Standex’s Electronics segment now represents 52% of sales and 63% of adjusted operating income, with revenue up 20.6% year-on-year to $115.7 million and segment operating margins above 28%. The company raised its fast-growth market exposure through the $462 million Amran/Narayan acquisition, and Q2 FY2026 revenue reached $221.3 million with adjusted operating margin at 19.0% and free cash flow of $13.0 million. Management reaffirmed FY2026 fast-growth sales above $270 million and is expanding capacity in Croatia, Mexico, and Houston, while the stock still trades around 18x EBITDA despite the higher-growth, higher-margin mix.

Analysis

The market is still pricing SXI as a blended industrial, but the earnings mix is now behaving like a premium engineered-components platform. The second-order effect is that as Electronics becomes a larger share of EBITDA, the company’s capital intensity and cyclicality should decouple from the legacy businesses enough to force multiple expansion well before the balance sheet is fully normalized. That rerating mechanism is similar to what happened in other “portfolio cleanup + quality mix shift” names: the market initially pays for what it knows, then has to chase the segment that actually drives incremental earnings. The cleanest beneficiaries are the grid OEMs and defense primes that buy these components, because SXI’s capacity build-outs imply their own backlogs are firm enough to justify multi-quarter supply commitments. That helps ETN and ITT at the system level, but it also means SXI is not competing for end-market share so much as capturing content-per-system growth inside their installs. The weakest read-through is to BA: any slower commercial aerospace cadence would mainly hit the smaller non-core segments, but a broader industrial slowdown would matter less than the market assumes because the fast-growth mix is increasingly tied to long-cycle electrical infrastructure and defense. The main risk is not demand—it is valuation compression if the market decides the current growth is simply acquisition-boosted and front-loaded.

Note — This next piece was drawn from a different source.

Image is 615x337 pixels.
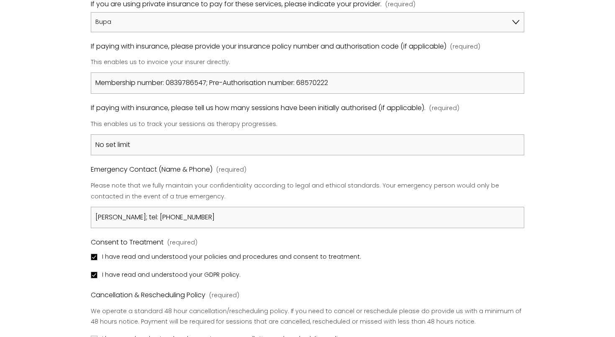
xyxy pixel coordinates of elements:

If Electronics book-to-bill slips below 1.0 for even two quarters, the stock likely de-rates faster than earnings, because the current setup depends on a continuous proof-point that the acquired grid business is still compounding after integration. A second risk is leverage: at 2.3x net debt/EBITDA, any hiccup in working capital or capex execution could delay the multiple reset for several quarters. The contrarian view is that consensus may be underestimating how much of SXI’s upside is self-help rather than macro beta. The market is effectively asking for one more clean quarter before paying AMETEK-like multiples, yet the setup already has six consecutive quarters of order strength plus capacity pre-investment backed by customer commitments. If the next two earnings prints confirm margin stability while debt falls, the stock can re-rate into the low-$300s without needing an acceleration in end-market growth.